New Gmail Spam Filtering Rules: Check Your Spam Mailbox

If you use Gmail, as millions of people do, or if you send email to people who use that service, you may have noticed that the way Gmail filters spam has changed in the past couple of months. Gmail users are seeing many legitimate emails in their spam folders, and senders are finding that people don’t receive their emails. (Here are two Google support threads discussing this.)

It seems that Google has changed the way they handle domains, and is stricter regarding how those domains are configured. If you use your own domain for email, you should check carefully that you have configured the following. This Google support document explains three ways email can be verified. Note that if you have a Gmail account, you may need to make changes as well.

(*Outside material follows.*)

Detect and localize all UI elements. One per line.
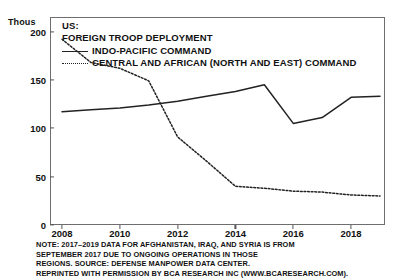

Read the rest of the article on The Mac Security Blog.

How to Filter Email

While email is slowly being replaced by other forms of communication such as text messaging, or services like Slack, it is still the main way people do business. The average user receives about 90 emails per day, a dozen of which are spam. To help work efficiently with email, it’s a good idea to filter some of your messages. You may want to have separate mailboxes for your work and personal emails, or specific mailboxes for emails from close friends. If you’re using email for business, you may want to filter emails by client, or put support emails in one mailbox, and sales queries in another.

There are many ways to filter email: in some cases you can filter your email directly on a server, so filtered messages don’t go into your inbox at all, making it easier to deal with email on your iOS device. And you can filter email on your Mac, in your email program.

In this article, I’ll look at filtering email on iCloud and Gmail, two of the most popular email services, and explain how you can create filters in Mail. It’s easy to set up filters, and it can make your email life a lot easier.

Read the rest of the article on Macworld.

How to Manage Gmail and Google Security and Privacy Settings

Lots of people use Gmail for their email, either using Google’s website in a web browser, or through an email client. You may use a @gmail address, or you may have a domain hosted on Google Apps for Work. When you use Google for your email–as well as for search, maps, and more–you have a number of security and privacy options you can set.

Google has a good set of tools for checking and tweaking your security settings, for both Gmail and for the rest of its services. In this article, you will discover how to run a Google Security Checkup, a Privacy Checkup, and how to tweak Google’s settings, so your account is secure. And I’ll walk you through Google’s Gmail Security Checklist.

Read the rest of the article on The Mac Security Blog.